[Distutils] pkg_resources: parsing requires.txt without .egg-info/ directory
P.J. Eby
pje at telecommunity.com
Wed Jul 22 06:23:00 CEST 2009
At 07:19 PM 7/21/2009 -0700, Sridhar Ratnakumar wrote:
>On Tue, 21 Jul 2009 18:04:00 -0700, P.J. Eby <pje at telecommunity.com> wrote:
>
>>Is there anyway to get access to this parsed _dep_map without having a
>>reference to the .egg-info directory? After all, everything needed to
>>parse requires.txt is that file alone.
>> Note: requires.txt is extracted and stored elsewhere, so I cannot rely
>>in
>>it being inside .egg-info/ directory in order to parse it.
>> print require('zope.component')[0]._dep_map would be the normal way to
>>get it, for a package that's already installed.
>> However, from some of the rest of what you're saying, it sounds like
>>you're trying to parse this for an un-built package. Is that the case?
>
>Yes. I am not bothered about installed packages. Long story short, I
>download packages from PyPI .. extract the PKG-INFO and requires.txt file
>for each of them. Then, I am trying to parse requires.txt (copied from the
>tarball).
If I were trying to do what you're doing, I'd just run a bdist_egg on
the package and inspect it via the API. Or, alternately, I'd run the
egg_info command with an explicit target directory, then load it via
the regular API. (By "regular API" I mean such things as a
find_distributions() call aimed at the parent of the .egg-info directory.)
And I'd do it that way because then I wouldn't need to care whether
the distribution was created with setuptools or not.
Actually, I'd probably just use "easy_install -zmaxNd sometmpdir
Projectname", followed by looping over
find_distributions('sometmpdir') and returning the _dep_map of the
first yielded Distribution. (The "zmaxNd" means "install as a
zipfile, don't munge .pth files or sys.path, ensure that you copy the
needed file to the target directory, exclude scripts, no
dependencies, and here's the directory to put it in".)
This recipe will handle source, eggs, or win32 .exe files without
complaint, and work on distutils or setuptools-based projects, as
long as they don't break sandboxing or do something silly in their setup.py.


■ Exercise instructions ■
I would like every record reproduced exactly, with the pictures left out.

*** Opening Records to use ***

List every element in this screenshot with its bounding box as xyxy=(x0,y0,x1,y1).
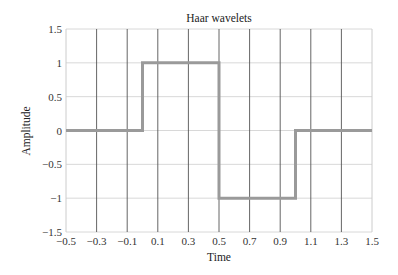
x-tick-label: 1.5 xyxy=(365,235,379,247)
y-tick-label: −1.5 xyxy=(42,226,62,238)
x-tick-label: 1.1 xyxy=(304,235,318,247)
x-tick-label: −0.3 xyxy=(87,235,107,247)
x-tick-label: 0.5 xyxy=(212,235,226,247)
x-tick-label: 0.3 xyxy=(182,235,196,247)
x-tick-label: 1.3 xyxy=(335,235,349,247)
y-tick-label: −1 xyxy=(50,192,62,204)
y-tick-label: 1.5 xyxy=(48,23,62,35)
x-tick-label: 0.7 xyxy=(243,235,257,247)
y-tick-label: −0.5 xyxy=(42,158,62,170)
haar-wavelet-line xyxy=(66,63,372,198)
x-tick-label: 0.1 xyxy=(151,235,165,247)
y-tick-label: 0 xyxy=(57,125,63,137)
x-tick-label: 0.9 xyxy=(273,235,287,247)
x-axis-label: Time xyxy=(207,251,231,263)
chart-title: Haar wavelets xyxy=(186,12,252,24)
x-tick-label: −0.1 xyxy=(117,235,137,247)
y-axis-ticks: −1.5−1−0.500.511.5 xyxy=(42,23,62,238)
haar-wavelet-chart: −0.5−0.3−0.10.10.30.50.70.91.11.31.5 −1.… xyxy=(0,0,398,275)
y-tick-label: 1 xyxy=(57,57,63,69)
x-axis-ticks: −0.5−0.3−0.10.10.30.50.70.91.11.31.5 xyxy=(56,235,379,247)
y-tick-label: 0.5 xyxy=(48,91,62,103)
plot-series xyxy=(66,63,372,198)
y-axis-label: Amplitude xyxy=(20,106,33,155)
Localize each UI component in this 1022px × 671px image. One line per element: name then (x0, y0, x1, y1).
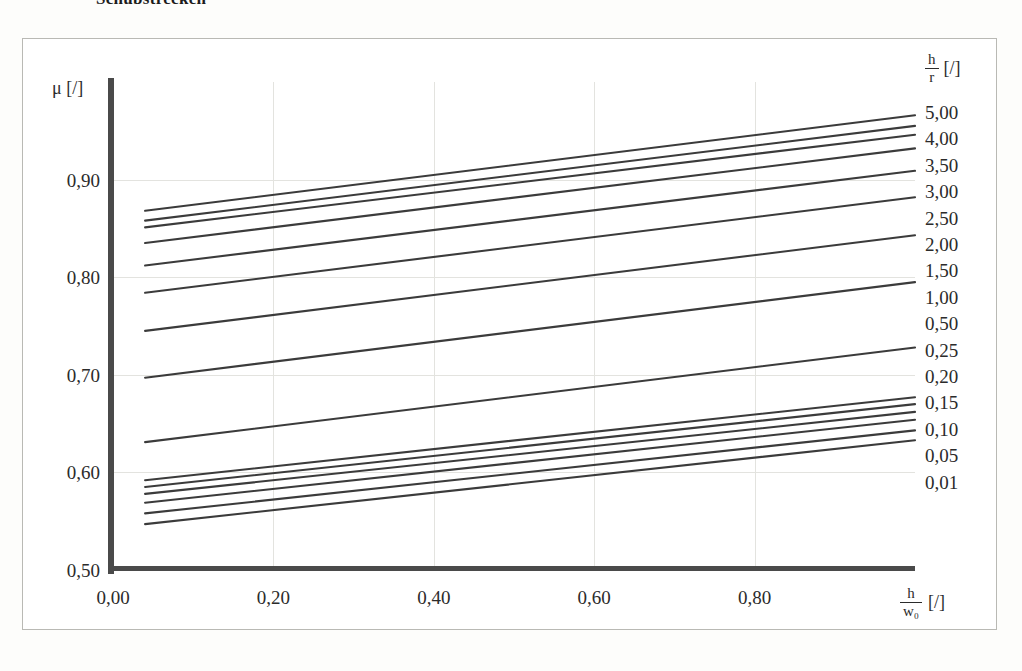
legend-item[interactable]: 0,10 (925, 420, 958, 439)
curve-1-00 (145, 282, 915, 378)
legend-item[interactable]: 4,00 (925, 129, 958, 148)
curve-2-50 (145, 171, 915, 266)
legend-item[interactable]: 0,01 (925, 473, 958, 492)
y-axis-unit: [/] (66, 78, 83, 98)
y-tick-label: 0,80 (14, 268, 100, 287)
x-tick-label: 0,80 (710, 588, 800, 607)
x-tick-label: 0,40 (389, 588, 479, 607)
legend-fraction: h r (925, 52, 939, 86)
legend-item[interactable]: 1,50 (925, 261, 958, 280)
legend-item[interactable]: 3,00 (925, 182, 958, 201)
legend-item[interactable]: 0,05 (925, 446, 958, 465)
curve-group (0, 0, 1022, 671)
legend-item[interactable]: 3,50 (925, 156, 958, 175)
legend-item[interactable]: 2,00 (925, 235, 958, 254)
x-tick-label: 0,20 (228, 588, 318, 607)
legend-item[interactable]: 1,00 (925, 288, 958, 307)
curve-0-50 (145, 348, 915, 443)
legend-numerator: h (925, 52, 939, 67)
curve-1-50 (145, 235, 915, 331)
curve-0-25 (145, 397, 915, 480)
x-axis-fraction: h w₀ (900, 586, 922, 620)
y-tick-label: 0,50 (14, 561, 100, 580)
curve-2-00 (145, 197, 915, 293)
curve-0-05 (145, 430, 915, 513)
x-axis-unit: [/] (928, 592, 945, 612)
x-axis-denominator: w₀ (900, 604, 922, 619)
chart-stage: 0,900,800,700,600,50 μ [/] h w₀ [/] h r … (0, 0, 1022, 671)
curve-4-00 (145, 126, 915, 221)
curve-0-10 (145, 420, 915, 503)
legend-item[interactable]: 0,50 (925, 314, 958, 333)
legend-unit: [/] (944, 58, 961, 78)
y-tick-label: 0,60 (14, 463, 100, 482)
legend-title: h r [/] (925, 52, 961, 86)
y-axis-symbol: μ (52, 78, 62, 98)
x-axis-numerator: h (900, 586, 922, 601)
y-tick-label: 0,70 (14, 366, 100, 385)
y-axis-title: μ [/] (52, 78, 83, 99)
curve-3-50 (145, 135, 915, 228)
x-axis-title: h w₀ [/] (900, 586, 945, 620)
curve-0-20 (145, 404, 915, 487)
legend-item[interactable]: 5,00 (925, 103, 958, 122)
x-tick-label: 0,00 (68, 588, 158, 607)
y-tick-labels: 0,900,800,700,600,50 (8, 0, 100, 671)
legend-item[interactable]: 0,15 (925, 393, 958, 412)
legend-item[interactable]: 2,50 (925, 209, 958, 228)
x-tick-label: 0,60 (549, 588, 639, 607)
legend-denominator: r (925, 70, 939, 85)
y-tick-label: 0,90 (14, 171, 100, 190)
legend-item[interactable]: 0,20 (925, 367, 958, 386)
legend-item[interactable]: 0,25 (925, 341, 958, 360)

*** Closing Records to use ***

■ Completed exercise ■
List every element in this screenshot with its bounding box as xyxy=(x0,y0,x1,y1).
x-tick-label: 1.5 xyxy=(365,235,379,247)
y-tick-label: −1.5 xyxy=(42,226,62,238)
x-tick-label: 1.1 xyxy=(304,235,318,247)
x-tick-label: −0.3 xyxy=(87,235,107,247)
x-tick-label: 0.5 xyxy=(212,235,226,247)
x-tick-label: 0.3 xyxy=(182,235,196,247)
x-tick-label: 1.3 xyxy=(335,235,349,247)
y-tick-label: −1 xyxy=(50,192,62,204)
y-tick-label: 1.5 xyxy=(48,23,62,35)
x-tick-label: 0.7 xyxy=(243,235,257,247)
y-tick-label: −0.5 xyxy=(42,158,62,170)
haar-wavelet-line xyxy=(66,63,372,198)
x-tick-label: 0.1 xyxy=(151,235,165,247)
y-tick-label: 0 xyxy=(57,125,63,137)
x-tick-label: 0.9 xyxy=(273,235,287,247)
x-axis-label: Time xyxy=(207,251,231,263)
chart-title: Haar wavelets xyxy=(186,12,252,24)
x-tick-label: −0.1 xyxy=(117,235,137,247)
y-axis-ticks: −1.5−1−0.500.511.5 xyxy=(42,23,62,238)
haar-wavelet-chart: −0.5−0.3−0.10.10.30.50.70.91.11.31.5 −1.… xyxy=(0,0,398,275)
y-tick-label: 1 xyxy=(57,57,63,69)
x-axis-ticks: −0.5−0.3−0.10.10.30.50.70.91.11.31.5 xyxy=(56,235,379,247)
y-tick-label: 0.5 xyxy=(48,91,62,103)
plot-series xyxy=(66,63,372,198)
y-axis-label: Amplitude xyxy=(20,106,33,155)
Localize each UI component in this 1022px × 671px image. One line per element: name then (x0, y0, x1, y1).
legend-item[interactable]: 0,10 (925, 420, 958, 439)
curve-1-00 (145, 282, 915, 378)
legend-item[interactable]: 4,00 (925, 129, 958, 148)
curve-2-50 (145, 171, 915, 266)
legend-item[interactable]: 0,01 (925, 473, 958, 492)
y-axis-unit: [/] (66, 78, 83, 98)
y-tick-label: 0,80 (14, 268, 100, 287)
x-tick-label: 0,80 (710, 588, 800, 607)
x-tick-label: 0,40 (389, 588, 479, 607)
legend-fraction: h r (925, 52, 939, 86)
legend-item[interactable]: 1,50 (925, 261, 958, 280)
legend-item[interactable]: 3,00 (925, 182, 958, 201)
legend-item[interactable]: 0,05 (925, 446, 958, 465)
curve-group (0, 0, 1022, 671)
legend-item[interactable]: 3,50 (925, 156, 958, 175)
legend-item[interactable]: 2,00 (925, 235, 958, 254)
x-tick-label: 0,20 (228, 588, 318, 607)
legend-item[interactable]: 1,00 (925, 288, 958, 307)
curve-0-50 (145, 348, 915, 443)
legend-numerator: h (925, 52, 939, 67)
curve-1-50 (145, 235, 915, 331)
curve-0-25 (145, 397, 915, 480)
x-axis-fraction: h w₀ (900, 586, 922, 620)
y-tick-label: 0,50 (14, 561, 100, 580)
curve-2-00 (145, 197, 915, 293)
curve-0-05 (145, 430, 915, 513)
x-axis-unit: [/] (928, 592, 945, 612)
x-axis-denominator: w₀ (900, 604, 922, 619)
chart-stage: 0,900,800,700,600,50 μ [/] h w₀ [/] h r … (0, 0, 1022, 671)
curve-4-00 (145, 126, 915, 221)
curve-0-10 (145, 420, 915, 503)
legend-item[interactable]: 0,50 (925, 314, 958, 333)
legend-unit: [/] (944, 58, 961, 78)
y-tick-label: 0,60 (14, 463, 100, 482)
legend-title: h r [/] (925, 52, 961, 86)
y-axis-symbol: μ (52, 78, 62, 98)
x-axis-numerator: h (900, 586, 922, 601)
y-tick-label: 0,70 (14, 366, 100, 385)
y-axis-title: μ [/] (52, 78, 83, 99)
curve-3-50 (145, 135, 915, 228)
x-axis-title: h w₀ [/] (900, 586, 945, 620)
curve-0-20 (145, 404, 915, 487)
legend-item[interactable]: 5,00 (925, 103, 958, 122)
x-tick-label: 0,00 (68, 588, 158, 607)
y-tick-labels: 0,900,800,700,600,50 (8, 0, 100, 671)
legend-item[interactable]: 0,15 (925, 393, 958, 412)
legend-item[interactable]: 2,50 (925, 209, 958, 228)
x-tick-label: 0,60 (549, 588, 639, 607)
legend-denominator: r (925, 70, 939, 85)
y-tick-label: 0,90 (14, 171, 100, 190)
legend-item[interactable]: 0,20 (925, 367, 958, 386)
legend-item[interactable]: 0,25 (925, 341, 958, 360)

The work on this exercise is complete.